Thrive, Survive, Barely Alive
Like plants, we need the right conditions in order to thrive.
I had a cactus once, 10 years ago before the houseplant renaissance we are now experiencing. I'd just left university and in my first 'adult' flat with two friends. A plant to look after now I'd crossed the threshold into adulthood.
When I think of a cactus I think of a plant born to survive. Hardy, covered in spines, hardly needs water. Easy. The problem was that I lived in Edinburgh and I kept my little desert cactus by a breezy window to exposed to the freezing temperatures and fog that rolled in off the sea. Not long after I got this cactus it started looking unwell, then I helplessly watched it deflate like a balloon over a few weeks.
I didn't think much of this until I tried again with houseplants last year. I got a beautiful, delicate plant, it's lime green leaves almost luminescent. The plant looked so alive and transformed my shabby downstairs toilet. You may guess what's coming but this isn't a sad story, this time the plant survived, then thrived but only after coming back from the brink of death.
Now 30 I was determined not to kill this plant. Everyone knows its plants, then dogs, then kids. If you can't look after the first, you can't move on to the next. So, I took my poorly plant to one of the many boutique plant shops that had sprung up in my neighbourhood. There, a friendly knowledgeable plant person told me it had too much light and too much water and the soil was the wrong type. Basically everything you can do wrong with a plant. I repotted the plant and moved it to the shade and watched it come back to life.
This plant was not deficient, it was not 'not trying hard enough'. Obvious statements perhaps, but it dawned on me like an epiphany. What if I was a cactus trying to grow on a breezy windowsil? The previous year I'd quit my job in what can only be described as a full-on nervous breakdown, so this was a much needed revelation. Since then I’ve been working on repotting myself, of figuring out what I need to thrive. It’s a process, barely visible sometimes, but I feel myself coming alive, unfurling in my growth.
We accept that plants require certain conditions to thrive, we generally don't make moral judgements of a plant, put in the wrong place, failing to grow. So why do expect, require, all humans to thrive in the same conditions? Granted, we are adaptable creatures, evolution gave us two legs and general intelligence, but that doesn't mean we can thrive under any old conditions. Many of us are dandelions that can grow wherever they are put, but many of us are living in conditions that make us weak.
You are not deficient, or not trying hard enough.
You are a plant in the wrong place, a cactus on a breezy window in Scotland, but you have the capacity to thrive.
Figure out what kind of plant you are, what conditions you need and repot yourself. Easier said than done but it's a great start knowing you have the potential to be so alive you can transform the space around you.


▶ Your objective
Reproduce the whole of the records exactly, and make sure no picture is carried into the result.

▶ Exercise material
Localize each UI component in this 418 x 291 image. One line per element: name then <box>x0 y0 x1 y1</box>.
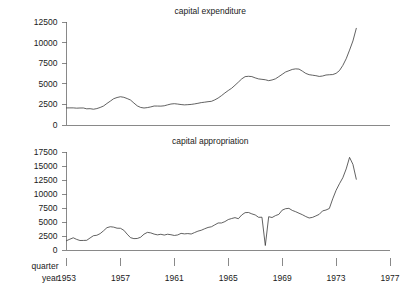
axis-row-label-year: year <box>42 273 59 283</box>
y-tick-label-0-4: 10000 <box>34 38 58 48</box>
x-tick-label-2: 1961 <box>165 273 184 283</box>
y-tick-label-1-7: 17500 <box>34 147 58 157</box>
data-series-appropriation <box>67 157 357 245</box>
x-tick-label-0: 1953 <box>57 273 76 283</box>
panel-title-1: capital appropriation <box>172 136 249 146</box>
y-tick-label-0-2: 5000 <box>39 79 58 89</box>
y-tick-label-1-1: 2500 <box>39 231 58 241</box>
chart-panel-expenditure: capital expenditure025005000750010000125… <box>34 6 390 130</box>
y-tick-label-0-3: 7500 <box>39 58 58 68</box>
chart-panel-appropriation: capital appropriation0250050007500100001… <box>34 136 390 255</box>
x-tick-label-1: 1957 <box>111 273 130 283</box>
axis-row-label-quarter: quarter <box>32 261 59 271</box>
x-tick-label-4: 1969 <box>273 273 292 283</box>
x-tick-label-3: 1965 <box>219 273 238 283</box>
panel-title-0: capital expenditure <box>175 6 247 16</box>
y-tick-label-0-0: 0 <box>53 120 58 130</box>
y-tick-label-0-5: 12500 <box>34 17 58 27</box>
chart-figure: capital expenditure025005000750010000125… <box>0 0 418 291</box>
y-tick-label-1-0: 0 <box>53 245 58 255</box>
x-tick-label-6: 1977 <box>381 273 400 283</box>
y-tick-label-0-1: 2500 <box>39 99 58 109</box>
y-tick-label-1-6: 15000 <box>34 161 58 171</box>
data-series-expenditure <box>67 28 357 109</box>
y-tick-label-1-2: 5000 <box>39 217 58 227</box>
y-tick-label-1-4: 10000 <box>34 189 58 199</box>
y-tick-label-1-3: 7500 <box>39 203 58 213</box>
chart-canvas: capital expenditure025005000750010000125… <box>0 0 418 291</box>
x-tick-label-5: 1973 <box>327 273 346 283</box>
x-axis-tick-row: 1953195719611965196919731977quarteryear <box>32 258 400 283</box>
y-tick-label-1-5: 12500 <box>34 175 58 185</box>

▶ Task output
Localize each UI component in this 418 x 291 image. One line per element: name then <box>x0 y0 x1 y1</box>.
axis-row-label-year: year <box>42 273 59 283</box>
y-tick-label-0-4: 10000 <box>34 38 58 48</box>
x-tick-label-2: 1961 <box>165 273 184 283</box>
y-tick-label-1-7: 17500 <box>34 147 58 157</box>
data-series-appropriation <box>67 157 357 245</box>
x-tick-label-0: 1953 <box>57 273 76 283</box>
panel-title-1: capital appropriation <box>172 136 249 146</box>
y-tick-label-0-2: 5000 <box>39 79 58 89</box>
y-tick-label-1-1: 2500 <box>39 231 58 241</box>
chart-panel-expenditure: capital expenditure025005000750010000125… <box>34 6 390 130</box>
y-tick-label-0-3: 7500 <box>39 58 58 68</box>
chart-panel-appropriation: capital appropriation0250050007500100001… <box>34 136 390 255</box>
x-tick-label-1: 1957 <box>111 273 130 283</box>
axis-row-label-quarter: quarter <box>32 261 59 271</box>
x-tick-label-4: 1969 <box>273 273 292 283</box>
x-tick-label-3: 1965 <box>219 273 238 283</box>
panel-title-0: capital expenditure <box>175 6 247 16</box>
y-tick-label-0-0: 0 <box>53 120 58 130</box>
y-tick-label-0-5: 12500 <box>34 17 58 27</box>
chart-figure: capital expenditure025005000750010000125… <box>0 0 418 291</box>
y-tick-label-1-0: 0 <box>53 245 58 255</box>
x-tick-label-6: 1977 <box>381 273 400 283</box>
y-tick-label-0-1: 2500 <box>39 99 58 109</box>
y-tick-label-1-6: 15000 <box>34 161 58 171</box>
data-series-expenditure <box>67 28 357 109</box>
y-tick-label-1-2: 5000 <box>39 217 58 227</box>
y-tick-label-1-4: 10000 <box>34 189 58 199</box>
y-tick-label-1-3: 7500 <box>39 203 58 213</box>
chart-canvas: capital expenditure025005000750010000125… <box>0 0 418 291</box>
x-tick-label-5: 1973 <box>327 273 346 283</box>
x-axis-tick-row: 1953195719611965196919731977quarteryear <box>32 258 400 283</box>
y-tick-label-1-5: 12500 <box>34 175 58 185</box>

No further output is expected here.